My team is looking to piggy-back a custom full text search capability into
Elasticsearch 2.1 such that a user can run one query that utilizes the
boolean, keyword and metadata queries of Elasticsearch and also include
this new custom search capability at the very same time.

Each document to be searched in this fashion would have the typical text,
metadata and the analyzed inverted index, and also include a non-analyzed
blob of precomputed data about this text that this new search needs to do
its work.

Ideally a query that included boolean, keyword, metadata and custom components
could work at the document level by delegating the Elasticsearch query
part to current code, and then only if the document satisfies this
criteria would we use the custom data on the document to compute the
custom search score.

My question is, first, is this possible to do in a way that enables all
of the scaling capabilities of Elasticsearch?

And, second, what are the integration points that a plugin would need
to override to make this happen?

Obviously we would need a custom REST entry point to support an
expanded query format for both query-fetch and scan-scroll that
included our new search

But, while there are plenty of example plugins for analyzers, we haven't
found much at all to help us figure out how to create a plugin like this.

Any detailed guidance you can provide to help would be greatly appreciated!

Bob

Yes.

You'll want to write a plugin that adds a QueryParser. Have a look at the code in this directory which is a test in Elasticsearch's core that does that. To get plugins working and testable you should have a look at the jvm-example plugins in the elasticsearch source tree (2.x branch). If maven is your build system then you can pretty much copy what it does. If gradle is your build system then have a look at elasticsearch's master branch. Otherwise you are on your own for getting the plugin built. You can download an existing plugin's zip file and just copy what it does.

Probably not. If you implement a query then you can reuse all the rest stuff. Its pretty easy to add a new rest entry point. I know the delete-by-query plugin in elasticsearch does it so you can look there for an example.

The biggest thing you have to make sure of is that your query is reasonably efficient. Loading the _source is going to work fine for small data sets but doesn't scale well to large ones. But I think you have to try it to see what tradeoffs are ok for you. Hopefully you have enough to get to the point where you can start to play with it and see those tradeoffs. Just make sure to test it on realistic index sizes.

Thanks for the detailed reply! We will dig into the code and references you gave.

I would like a little clarification on the last point about loading the _source for each document
since scaling big is a large part of our goal.
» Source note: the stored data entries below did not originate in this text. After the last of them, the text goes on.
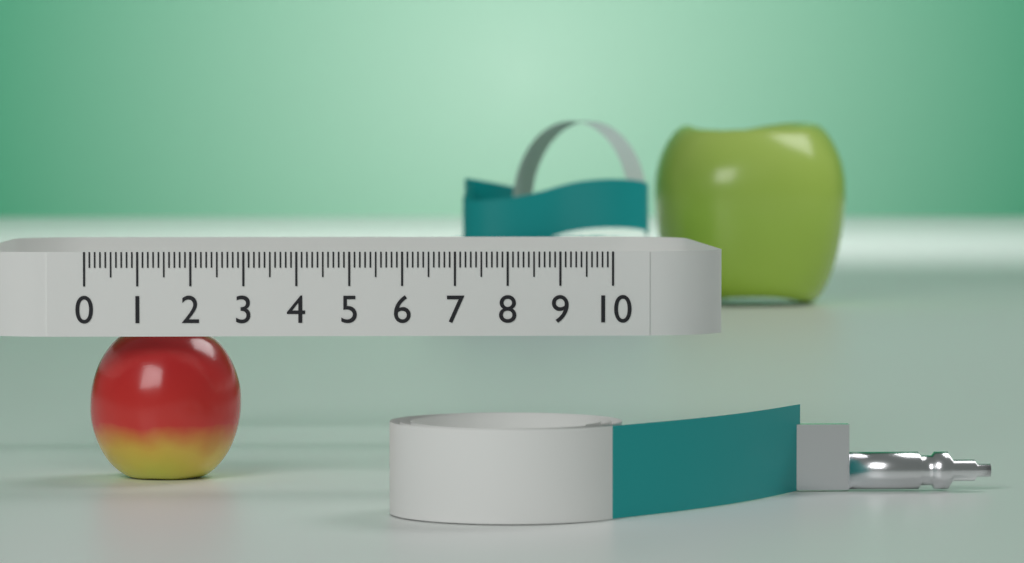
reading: 2.9 (no unit)
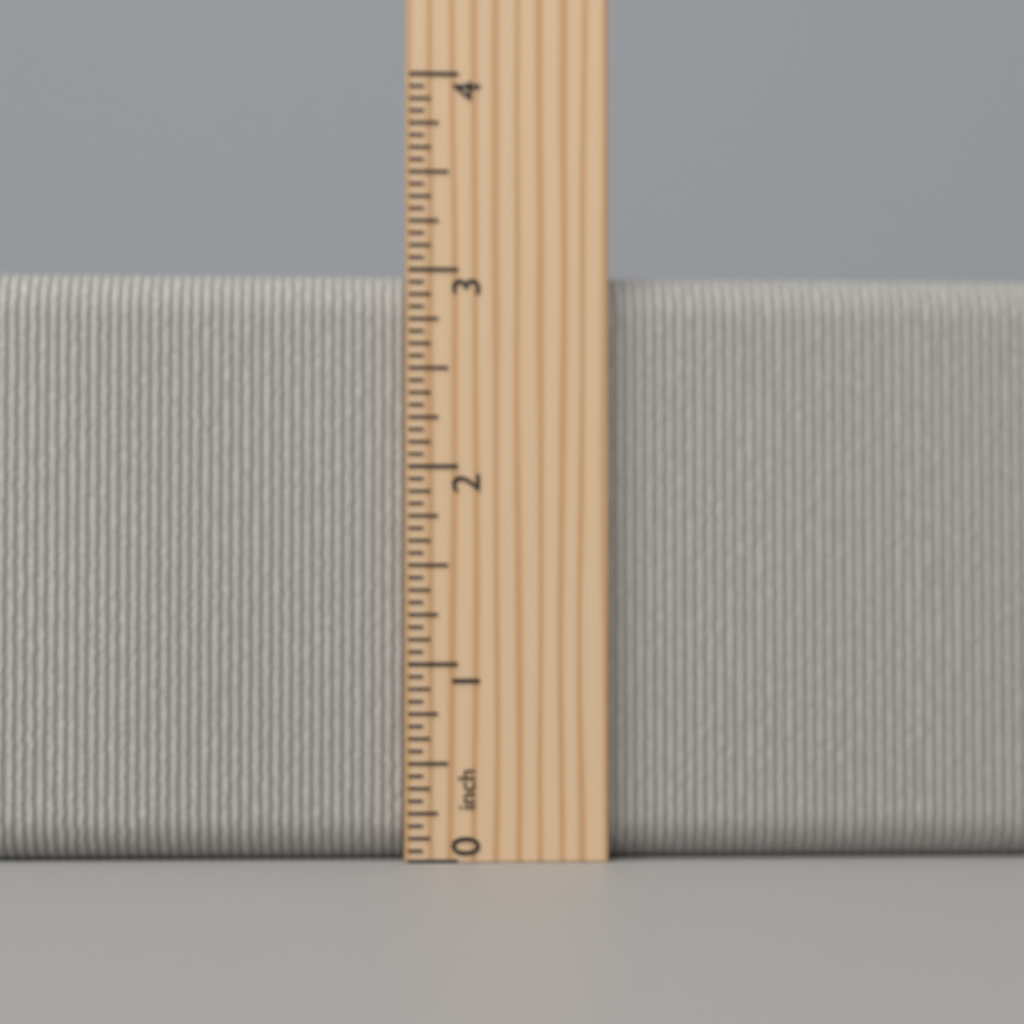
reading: 3.0000 inch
Do we have to read the entire _source to access this one "blob" field so we can get this data to
be able to produce a score for this document? Is there a way to just load this one field we need?
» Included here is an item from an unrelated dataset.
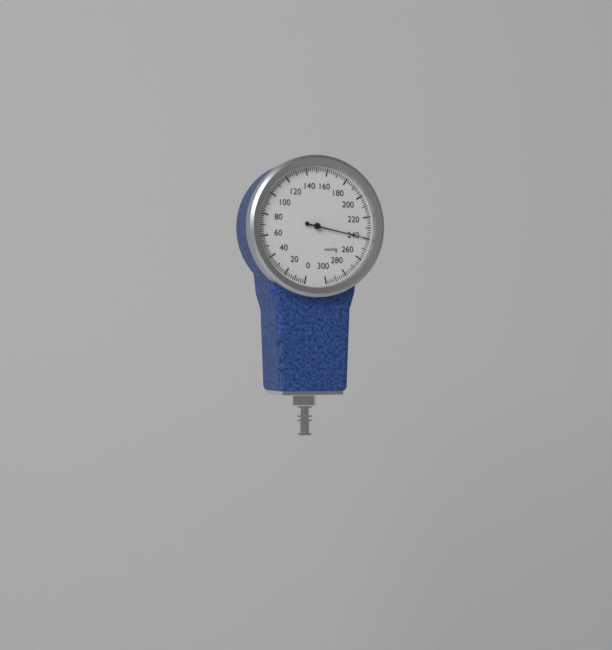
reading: 240 mmHg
Or, is there some alternate way to store these "blobs" of data that would be more efficient at scale?

Thanks again!

You can store the "blob" in a field, there is no need for _source

Custom data in documents for scoring is not a good idea. You can not expect fast scoring if you want to iterate over "blobs" in all the documents of a result set. It would mean that search time depends on result set size. Do some statistics over indexed terms and run some math. Or store numeric information in index payloads beside indexed terms.
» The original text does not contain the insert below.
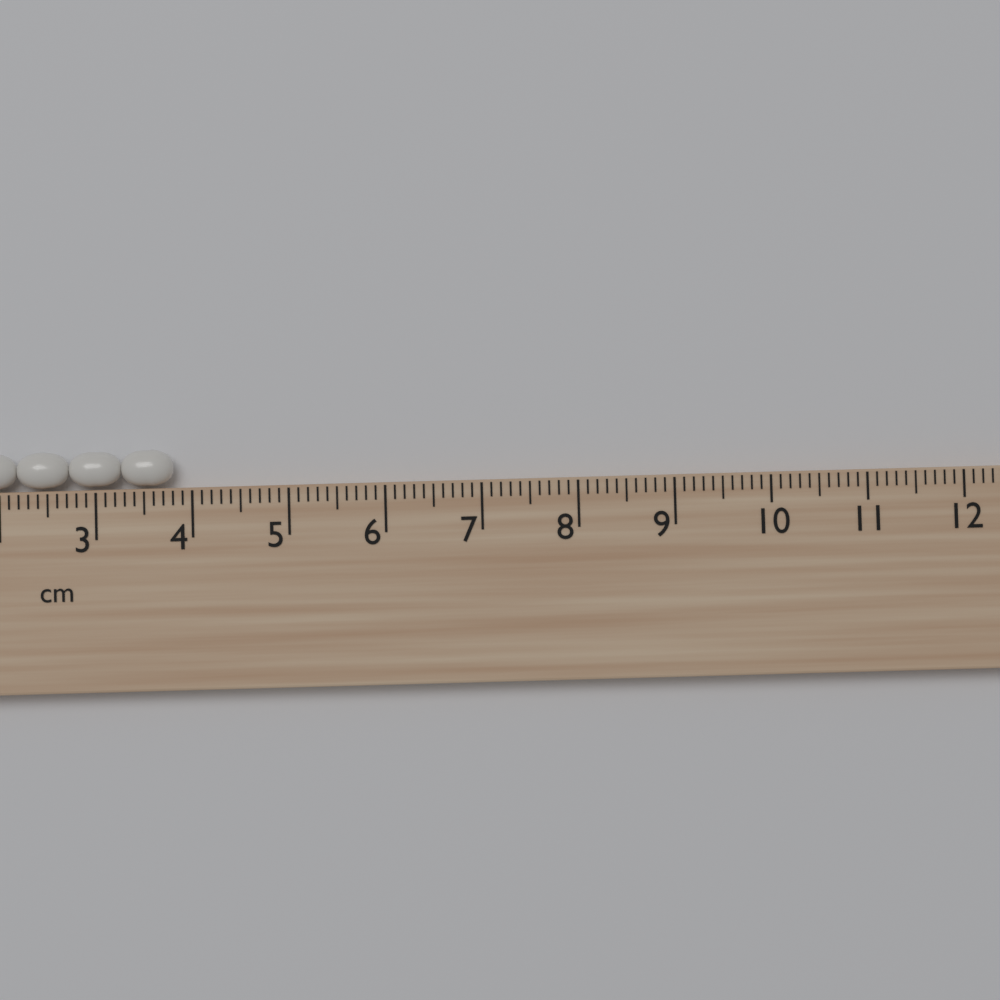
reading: 3.8 cm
Now you get into the question of the different between stored fields and doc values. Both are Lucene concepts that Elasticsearch builds on. Stored fields, like _source and "store": true on a field, are stored grouped by document. Doc values, like number, are stored column oriented. Doc values are what powers aggregations and function score queries. They are much faster to fetch per hit because they can be compressed really well.

But, like @jprante says, if you have a big blob of data its not generally going to be fast to explode it to calculate the score no matter what you do. You certainly can. Its exposed right now in groovy scripting. But is very slow and probably a poor choice. Generally you are better off writing a fancy analyzer and using builtin queries where possible. That is why there are lots of examples of writing analyzer plugins.

@jprante also mentioned payloads. They are an option too. And well supported by Lucene. They aren't used a ton by Elasticsearch because they require going down to the postings and those are always slower than just reading the terms list. See the Lucene javadoc for more there. I don't know a ton about them though I think @jprante does. Even if its slower than going to the terms list its orders of magnitude faster than blowing open a binary blob from the source.

Very good information. Thanks Nik and @jprante !

The blob data is all numeric (an array of floats) so I will first explore the "index payloads beside indexes terms".